Excel REPLACE Function

REPLACE swaps characters in a text value by starting position and length.

Use it to rewrite fixed-width codes, mask part of an ID, insert a prefix, or update text when the character positions are predictable.

1
Choose source text This is the string to edit
2
Choose start and length Positions decide what gets removed
3
Insert new text The replacement is returned in place

REPLACE syntax & arguments

Syntax

=REPLACE(old_text, start_num, num_chars, new_text)
Required Optional
  1. 1

    old_text

    Required

    The original text value, cell reference, or formula result to edit.

  2. 2

    start_num

    Required

    The character position where replacement should begin.

  3. 3

    num_chars

    Required

    How many characters to remove from old_text starting at start_num.

  4. 4

    new_text

    Required

    The text to insert in place of the removed characters.

Example

=REPLACE(A2, 4, 2, "US")

Replace two characters in A2 starting at character 4 with US.

REPLACE caveats

  • Positions start at 1

    start_num of 1 begins at the first character. A start_num less than 1 returns a #VALUE! error.

  • num_chars controls deletion

    num_chars is how many old characters are removed before new_text is inserted.

  • num_chars can be zero

    Use 0 for num_chars when you want to insert new_text without removing any existing characters. Excel inserts it before the character at start_num, so =REPLACE("abcd", 2, 0, "X") returns aXbcd.

  • REPLACE does not search

    Use FIND to calculate a position, or use SUBSTITUTE when matching text should be replaced wherever it appears.

Need delimiter-based edits? Use FIND to calculate start_num when the replacement should begin at a delimiter or marker that can appear in different positions.

Intro REPLACE practice problem

Solve the intro problem directly here, or open it on its own page.

Open full problem

Advanced REPLACE practice problems

Use REPLACE alongside other Excel functions in realistic, less-prescriptive challenges.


**Task brief**
Select all lines holding the word "diamond" from the entries that follow.

(Extracted entries begins)

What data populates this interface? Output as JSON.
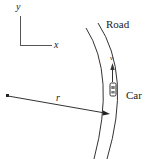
{
  "diagram": {
    "axes": {
      "x_label": "x",
      "y_label": "y"
    },
    "road_label": "Road",
    "car_label": "Car",
    "velocity_label": "v",
    "radius_label": "r",
    "colors": {
      "line": "#333333",
      "background": "#ffffff"
    }
  }
}
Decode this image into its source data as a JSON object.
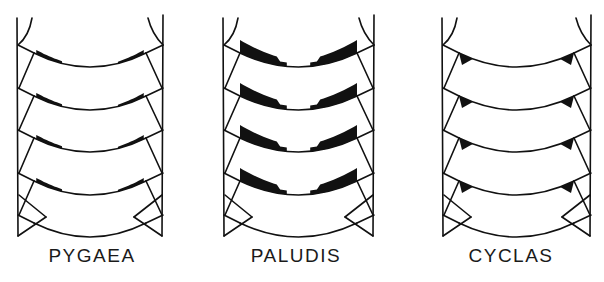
{
  "figure": {
    "ink_color": "#111111",
    "background": "#ffffff",
    "panels": [
      {
        "id": "pygaea",
        "label": "PYGAEA",
        "x0": 17,
        "x1": 163,
        "label_x": 92,
        "pattern": "short dark bars near lateral margins"
      },
      {
        "id": "paludis",
        "label": "PALUDIS",
        "x0": 223,
        "x1": 374,
        "label_x": 296,
        "pattern": "broad dark band notched at midline"
      },
      {
        "id": "cyclas",
        "label": "CYCLAS",
        "x0": 442,
        "x1": 591,
        "label_x": 511,
        "pattern": "dark triangles at lateral corners"
      }
    ],
    "segments": 4
  }
}
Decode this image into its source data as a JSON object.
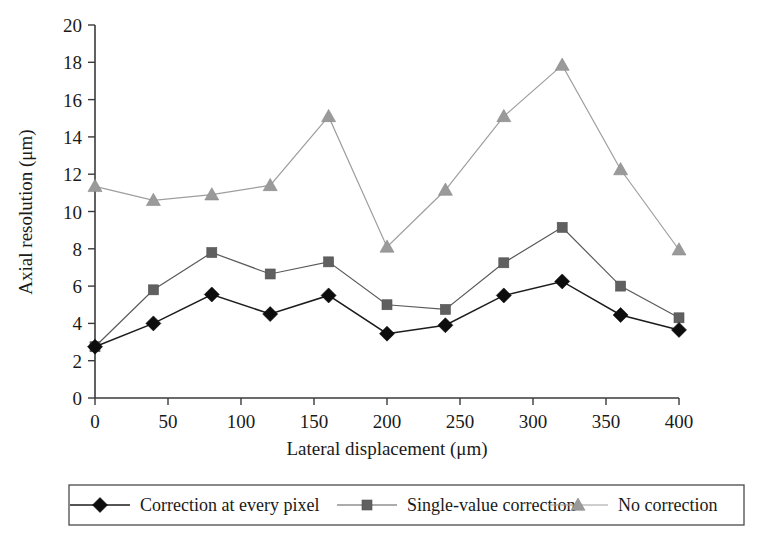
{
  "chart_data": {
    "type": "line",
    "title": "",
    "xlabel": "Lateral displacement (μm)",
    "ylabel": "Axial resolution (μm)",
    "xlim": [
      0,
      400
    ],
    "ylim": [
      0,
      20
    ],
    "xticks": [
      0,
      50,
      100,
      150,
      200,
      250,
      300,
      350,
      400
    ],
    "yticks": [
      0,
      2,
      4,
      6,
      8,
      10,
      12,
      14,
      16,
      18,
      20
    ],
    "xtick_labels": [
      "0",
      "50",
      "100",
      "150",
      "200",
      "250",
      "300",
      "350",
      "400"
    ],
    "ytick_labels": [
      "0",
      "2",
      "4",
      "6",
      "8",
      "10",
      "12",
      "14",
      "16",
      "18",
      "20"
    ],
    "grid": false,
    "legend_position": "bottom-outside",
    "x": [
      0,
      40,
      80,
      120,
      160,
      200,
      240,
      280,
      320,
      360,
      400
    ],
    "series": [
      {
        "name": "Correction at every pixel",
        "marker": "diamond",
        "color": "#0d0d0d",
        "line_color": "#1c1c1c",
        "values": [
          2.75,
          4.0,
          5.55,
          4.5,
          5.5,
          3.45,
          3.9,
          5.5,
          6.25,
          4.45,
          3.65
        ]
      },
      {
        "name": "Single-value correction",
        "marker": "square",
        "color": "#606060",
        "line_color": "#5a5a5a",
        "values": [
          2.75,
          5.8,
          7.8,
          6.65,
          7.3,
          5.0,
          4.75,
          7.25,
          9.15,
          6.0,
          4.3
        ]
      },
      {
        "name": "No correction",
        "marker": "triangle",
        "color": "#9a9a9a",
        "line_color": "#9e9e9e",
        "values": [
          11.35,
          10.6,
          10.9,
          11.4,
          15.1,
          8.1,
          11.15,
          15.1,
          17.85,
          12.25,
          7.95
        ]
      }
    ]
  },
  "legend": {
    "items": [
      {
        "label": "Correction at every pixel",
        "marker": "diamond-marker-icon"
      },
      {
        "label": "Single-value correction",
        "marker": "square-marker-icon"
      },
      {
        "label": "No correction",
        "marker": "triangle-marker-icon"
      }
    ]
  },
  "axes": {
    "x_title": "Lateral displacement (μm)",
    "y_title": "Axial resolution (μm)"
  }
}
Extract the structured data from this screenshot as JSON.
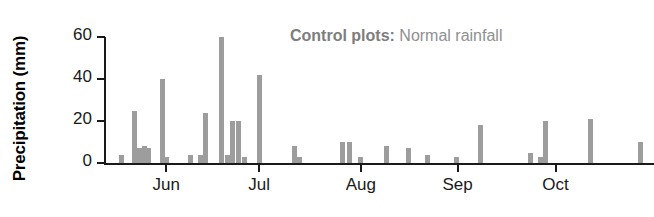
{
  "chart_data": {
    "type": "bar",
    "title": "",
    "subtitle": "",
    "xlabel": "",
    "ylabel": "Precipitation (mm)",
    "ylim": [
      0,
      60
    ],
    "yticks": [
      0,
      20,
      40,
      60
    ],
    "ytick_labels": [
      "0",
      "20",
      "40",
      "60"
    ],
    "grid": false,
    "legend_position": "top-right",
    "legend": [
      {
        "label_bold": "Control plots:",
        "label_normal": " Normal rainfall"
      }
    ],
    "bar_color": "#9d9d9d",
    "axis_color": "#1a1a1a",
    "x_axis_type": "date",
    "xtick_labels": [
      "Jun",
      "Jul",
      "Aug",
      "Sep",
      "Oct"
    ],
    "xtick_positions_frac": [
      0.113,
      0.282,
      0.467,
      0.643,
      0.821
    ],
    "x_note": "positions are fractions of the plot width, left edge = start of record",
    "series": [
      {
        "name": "Control plots: Normal rainfall",
        "units": "mm",
        "points": [
          {
            "x_frac": 0.031,
            "value": 4
          },
          {
            "x_frac": 0.056,
            "value": 25
          },
          {
            "x_frac": 0.064,
            "value": 7
          },
          {
            "x_frac": 0.073,
            "value": 8
          },
          {
            "x_frac": 0.08,
            "value": 7
          },
          {
            "x_frac": 0.107,
            "value": 40
          },
          {
            "x_frac": 0.113,
            "value": 3
          },
          {
            "x_frac": 0.158,
            "value": 4
          },
          {
            "x_frac": 0.175,
            "value": 4
          },
          {
            "x_frac": 0.184,
            "value": 24
          },
          {
            "x_frac": 0.213,
            "value": 60
          },
          {
            "x_frac": 0.224,
            "value": 4
          },
          {
            "x_frac": 0.233,
            "value": 20
          },
          {
            "x_frac": 0.244,
            "value": 20
          },
          {
            "x_frac": 0.255,
            "value": 3
          },
          {
            "x_frac": 0.282,
            "value": 42
          },
          {
            "x_frac": 0.347,
            "value": 8
          },
          {
            "x_frac": 0.355,
            "value": 3
          },
          {
            "x_frac": 0.433,
            "value": 10
          },
          {
            "x_frac": 0.447,
            "value": 10
          },
          {
            "x_frac": 0.467,
            "value": 3
          },
          {
            "x_frac": 0.513,
            "value": 8
          },
          {
            "x_frac": 0.553,
            "value": 7
          },
          {
            "x_frac": 0.589,
            "value": 4
          },
          {
            "x_frac": 0.64,
            "value": 3
          },
          {
            "x_frac": 0.684,
            "value": 18
          },
          {
            "x_frac": 0.775,
            "value": 5
          },
          {
            "x_frac": 0.793,
            "value": 3
          },
          {
            "x_frac": 0.802,
            "value": 20
          },
          {
            "x_frac": 0.884,
            "value": 21
          },
          {
            "x_frac": 0.975,
            "value": 10
          }
        ]
      }
    ]
  },
  "axis": {
    "y_title": "Precipitation (mm)"
  }
}
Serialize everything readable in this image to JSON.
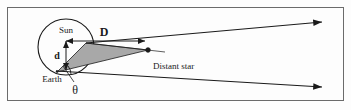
{
  "figure": {
    "border": {
      "visible": true,
      "color": "#6b6b6b",
      "x": 7,
      "y": 7,
      "width": 337,
      "height": 94
    },
    "background_color": "#fdfdfd",
    "stroke_color": "#1a1a1a",
    "shade_color": "#a8a8a8"
  },
  "labels": {
    "sun": "Sun",
    "earth": "Earth",
    "distant_star": "Distant star",
    "baseline_d": "d",
    "distance_D": "D",
    "angle_theta": "θ"
  },
  "geometry": {
    "orbit_circle": {
      "cx": 66,
      "cy": 47,
      "r": 28,
      "label": "earth-orbit-circle"
    },
    "sun_point": {
      "x": 66,
      "y": 40
    },
    "earth_point": {
      "x": 57,
      "y": 72
    },
    "star_point": {
      "x": 148,
      "y": 50
    },
    "arrow_upper_tip": {
      "x": 326,
      "y": 22
    },
    "arrow_lower_tip": {
      "x": 326,
      "y": 88
    },
    "d_arrow": {
      "x": 66,
      "y1": 40,
      "y2": 71,
      "orientation": "vertical",
      "double_headed": true
    },
    "D_arrow": {
      "x1": 66,
      "x2": 145,
      "y": 41,
      "orientation": "horizontal",
      "double_headed": true
    },
    "shaded_wedge_vertices": [
      [
        57,
        72
      ],
      [
        84,
        44
      ],
      [
        148,
        50
      ]
    ],
    "theta_leader": {
      "from": [
        72,
        83
      ],
      "to": [
        62,
        66
      ]
    }
  },
  "icons": {
    "star_marker": "filled-dot",
    "arrowheads": "solid-triangle"
  }
}
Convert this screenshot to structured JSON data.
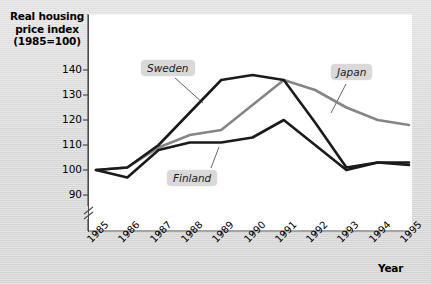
{
  "chart_data": {
    "type": "line",
    "title": "",
    "ylabel": "Real housing price index (1985=100)",
    "xlabel": "Year",
    "categories": [
      "1985",
      "1986",
      "1987",
      "1988",
      "1989",
      "1990",
      "1991",
      "1992",
      "1993",
      "1994",
      "1995"
    ],
    "ylim": [
      86,
      145
    ],
    "y_ticks": [
      90,
      100,
      110,
      120,
      130,
      140
    ],
    "y_axis_break": true,
    "grid": false,
    "legend_position": "inline-callouts",
    "series": [
      {
        "name": "Sweden",
        "color": "#1a1a1a",
        "values": [
          100,
          101,
          110,
          123,
          136,
          138,
          136,
          119,
          101,
          103,
          103
        ]
      },
      {
        "name": "Japan",
        "color": "#858585",
        "values": [
          100,
          101,
          109,
          114,
          116,
          126,
          136,
          132,
          125,
          120,
          118
        ]
      },
      {
        "name": "Finland",
        "color": "#1a1a1a",
        "values": [
          100,
          97,
          108,
          111,
          111,
          113,
          120,
          110,
          100,
          103,
          102
        ]
      }
    ]
  },
  "labels": {
    "y_axis_title": "Real housing price index (1985=100)",
    "y_axis_title_line1": "Real housing",
    "y_axis_title_line2": "price index",
    "y_axis_title_line3": "(1985=100)",
    "x_axis_title": "Year",
    "callout_sweden": "Sweden",
    "callout_japan": "Japan",
    "callout_finland": "Finland"
  },
  "colors": {
    "background": "#dcdcdc",
    "plot_background": "#ffffff",
    "axis": "#4a4a4a",
    "sweden": "#1a1a1a",
    "japan": "#858585",
    "finland": "#1a1a1a",
    "callout_background": "#d9d9d9"
  }
}
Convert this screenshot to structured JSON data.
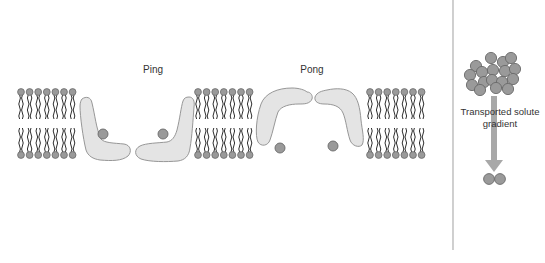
{
  "diagram": {
    "labels": {
      "ping": "Ping",
      "pong": "Pong",
      "gradient_line1": "Transported solute",
      "gradient_line2": "gradient"
    },
    "colors": {
      "background": "#ffffff",
      "lipid_head_fill": "#9a9a9a",
      "lipid_head_stroke": "#6b6b6b",
      "lipid_tail": "#2e2e2e",
      "transporter_fill": "#e4e4e4",
      "transporter_stroke": "#8c8c8c",
      "solute_fill": "#9a9a9a",
      "solute_stroke": "#6a6a6a",
      "arrow": "#a8a8a8",
      "divider": "#b0b0b0",
      "text": "#333333"
    },
    "membrane_segments": [
      {
        "name": "left",
        "x_start": 21,
        "count": 7,
        "spacing": 8.6
      },
      {
        "name": "middle",
        "x_start": 198,
        "count": 7,
        "spacing": 8.6
      },
      {
        "name": "right",
        "x_start": 370,
        "count": 7,
        "spacing": 8.6
      }
    ],
    "membrane_geometry": {
      "top_head_y": 92,
      "bottom_head_y": 155,
      "head_radius": 3.4,
      "tail_length": 24
    },
    "transporters": {
      "ping": [
        "left-arm",
        "right-arm"
      ],
      "pong": [
        "left-arm",
        "right-arm"
      ]
    },
    "solutes": {
      "ping": [
        {
          "cx": 103,
          "cy": 134
        },
        {
          "cx": 163,
          "cy": 134
        }
      ],
      "pong": [
        {
          "cx": 280,
          "cy": 148
        },
        {
          "cx": 333,
          "cy": 146
        }
      ]
    },
    "gradient_panel": {
      "high_cluster": [
        {
          "cx": 476,
          "cy": 66
        },
        {
          "cx": 491,
          "cy": 58
        },
        {
          "cx": 503,
          "cy": 62
        },
        {
          "cx": 511,
          "cy": 58
        },
        {
          "cx": 470,
          "cy": 75
        },
        {
          "cx": 482,
          "cy": 72
        },
        {
          "cx": 493,
          "cy": 70
        },
        {
          "cx": 505,
          "cy": 71
        },
        {
          "cx": 515,
          "cy": 69
        },
        {
          "cx": 472,
          "cy": 85
        },
        {
          "cx": 484,
          "cy": 82
        },
        {
          "cx": 492,
          "cy": 80
        },
        {
          "cx": 502,
          "cy": 82
        },
        {
          "cx": 513,
          "cy": 79
        },
        {
          "cx": 480,
          "cy": 90
        },
        {
          "cx": 496,
          "cy": 88
        },
        {
          "cx": 508,
          "cy": 89
        }
      ],
      "low_cluster": [
        {
          "cx": 489,
          "cy": 179
        },
        {
          "cx": 500,
          "cy": 179
        }
      ],
      "arrow": {
        "x": 494,
        "y_start": 96,
        "y_end": 172
      }
    },
    "divider_x": 453
  }
}
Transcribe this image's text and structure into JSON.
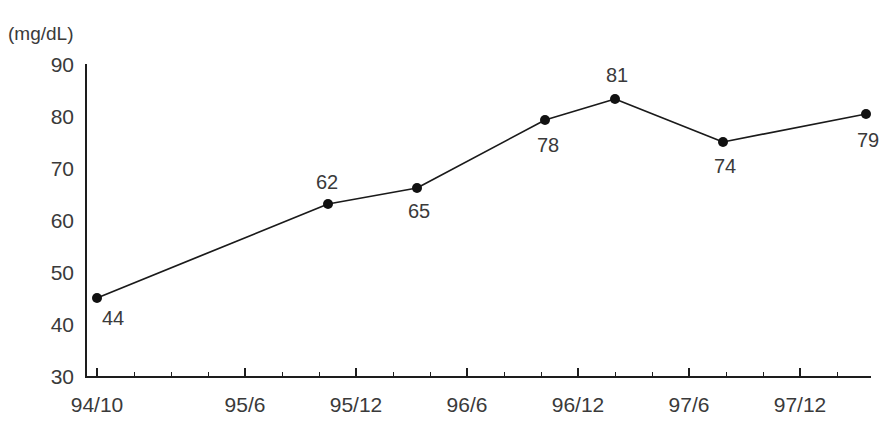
{
  "chart_data": {
    "type": "line",
    "title": "",
    "subtitle": "",
    "xlabel": "",
    "ylabel": "",
    "unit_label": "(mg/dL)",
    "categories": [
      "94/10",
      "95/6",
      "95/12",
      "96/6",
      "96/12",
      "97/6",
      "97/12"
    ],
    "x": [
      0,
      6.3,
      10.8,
      14.2,
      18.0,
      21.0,
      26.0
    ],
    "values": [
      44,
      62,
      65,
      78,
      81,
      74,
      79
    ],
    "point_labels": [
      "44",
      "62",
      "65",
      "78",
      "81",
      "74",
      "79"
    ],
    "point_label_positions": [
      "below",
      "above",
      "below",
      "below",
      "above",
      "below",
      "below"
    ],
    "ylim": [
      30,
      90
    ],
    "yticks": [
      30,
      40,
      50,
      60,
      70,
      80,
      90
    ],
    "ytick_labels": [
      "30",
      "40",
      "50",
      "60",
      "70",
      "80",
      "90"
    ],
    "grid": false,
    "legend": "none",
    "line_color": "#1a1a1a",
    "marker_color": "#111111",
    "axis_color": "#1d1d1d",
    "text_color": "#3a3a3a",
    "background_color": "#ffffff",
    "marker_radius": 5,
    "points_px": [
      {
        "x": 97,
        "y": 298,
        "label": "44",
        "lx": 113,
        "ly": 325
      },
      {
        "x": 328,
        "y": 204,
        "label": "62",
        "lx": 327,
        "ly": 189
      },
      {
        "x": 417,
        "y": 188,
        "label": "65",
        "lx": 419,
        "ly": 218
      },
      {
        "x": 545,
        "y": 120,
        "label": "78",
        "lx": 548,
        "ly": 152
      },
      {
        "x": 615,
        "y": 99,
        "label": "81",
        "lx": 617,
        "ly": 82
      },
      {
        "x": 723,
        "y": 142,
        "label": "74",
        "lx": 725,
        "ly": 173
      },
      {
        "x": 866,
        "y": 114,
        "label": "79",
        "lx": 868,
        "ly": 147
      }
    ],
    "ytick_px": [
      {
        "value": "90",
        "y": 64
      },
      {
        "value": "80",
        "y": 116
      },
      {
        "value": "70",
        "y": 168
      },
      {
        "value": "60",
        "y": 220
      },
      {
        "value": "50",
        "y": 272
      },
      {
        "value": "40",
        "y": 324
      },
      {
        "value": "30",
        "y": 376
      }
    ],
    "xtick_px": [
      {
        "label": "94/10",
        "x": 97,
        "major": true
      },
      {
        "label": "",
        "x": 134,
        "major": false
      },
      {
        "label": "",
        "x": 171,
        "major": false
      },
      {
        "label": "",
        "x": 208,
        "major": false
      },
      {
        "label": "95/6",
        "x": 245,
        "major": true
      },
      {
        "label": "",
        "x": 282,
        "major": false
      },
      {
        "label": "",
        "x": 319,
        "major": false
      },
      {
        "label": "95/12",
        "x": 356,
        "major": true
      },
      {
        "label": "",
        "x": 393,
        "major": false
      },
      {
        "label": "",
        "x": 430,
        "major": false
      },
      {
        "label": "96/6",
        "x": 467,
        "major": true
      },
      {
        "label": "",
        "x": 504,
        "major": false
      },
      {
        "label": "",
        "x": 541,
        "major": false
      },
      {
        "label": "96/12",
        "x": 578,
        "major": true
      },
      {
        "label": "",
        "x": 615,
        "major": false
      },
      {
        "label": "",
        "x": 652,
        "major": false
      },
      {
        "label": "97/6",
        "x": 689,
        "major": true
      },
      {
        "label": "",
        "x": 726,
        "major": false
      },
      {
        "label": "",
        "x": 763,
        "major": false
      },
      {
        "label": "97/12",
        "x": 800,
        "major": true
      },
      {
        "label": "",
        "x": 837,
        "major": false
      }
    ],
    "axis_geometry": {
      "x_origin": 86,
      "x_end": 871,
      "y_top": 64,
      "y_bottom": 377
    }
  }
}
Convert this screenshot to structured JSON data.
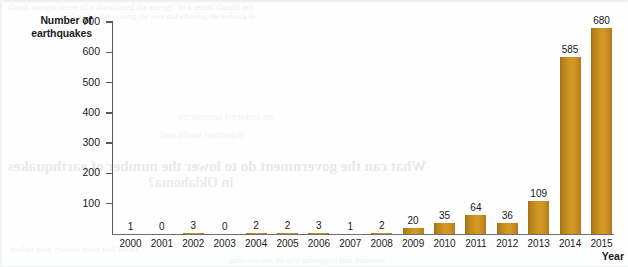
{
  "figure": {
    "width": 628,
    "height": 267,
    "background": "#fefefe"
  },
  "ghost_text": {
    "line1": "shock margin wave of a dominated the energy. In a terms should act",
    "line2": "until such a flat - casing the area and allowing the bedrock to",
    "line3": "What can the government do to lower the number of earthquakes",
    "line4": "in Oklahoma?",
    "line5": "an induced seismicity",
    "line6": "injection wells and",
    "line7": "faults that were already near failure",
    "line8": "pressure and triggering slip on pre-existing"
  },
  "chart_data": {
    "type": "bar",
    "title": "",
    "xlabel": "Year",
    "ylabel": "Number of earthquakes",
    "categories": [
      "2000",
      "2001",
      "2002",
      "2003",
      "2004",
      "2005",
      "2006",
      "2007",
      "2008",
      "2009",
      "2010",
      "2011",
      "2012",
      "2013",
      "2014",
      "2015"
    ],
    "values": [
      1,
      0,
      3,
      0,
      2,
      2,
      3,
      1,
      2,
      20,
      35,
      64,
      36,
      109,
      585,
      680
    ],
    "value_labels": [
      "1",
      "0",
      "3",
      "0",
      "2",
      "2",
      "3",
      "1",
      "2",
      "20",
      "35",
      "64",
      "36",
      "109",
      "585",
      "680"
    ],
    "ylim": [
      0,
      700
    ],
    "yticks": [
      700,
      600,
      500,
      400,
      300,
      200,
      100
    ],
    "ytick_labels": [
      "700",
      "600",
      "500",
      "400",
      "300",
      "200",
      "100"
    ],
    "grid": false,
    "legend": false,
    "bar_color": "#cf951f",
    "bar_color_dark": "#9c6f18",
    "axis_color": "#55585c",
    "text_color": "#1b1b1b"
  }
}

(Extracted entries ends)

**Written reply**
        "marker": "diamond",
        "marker": "diamond-marker-icon"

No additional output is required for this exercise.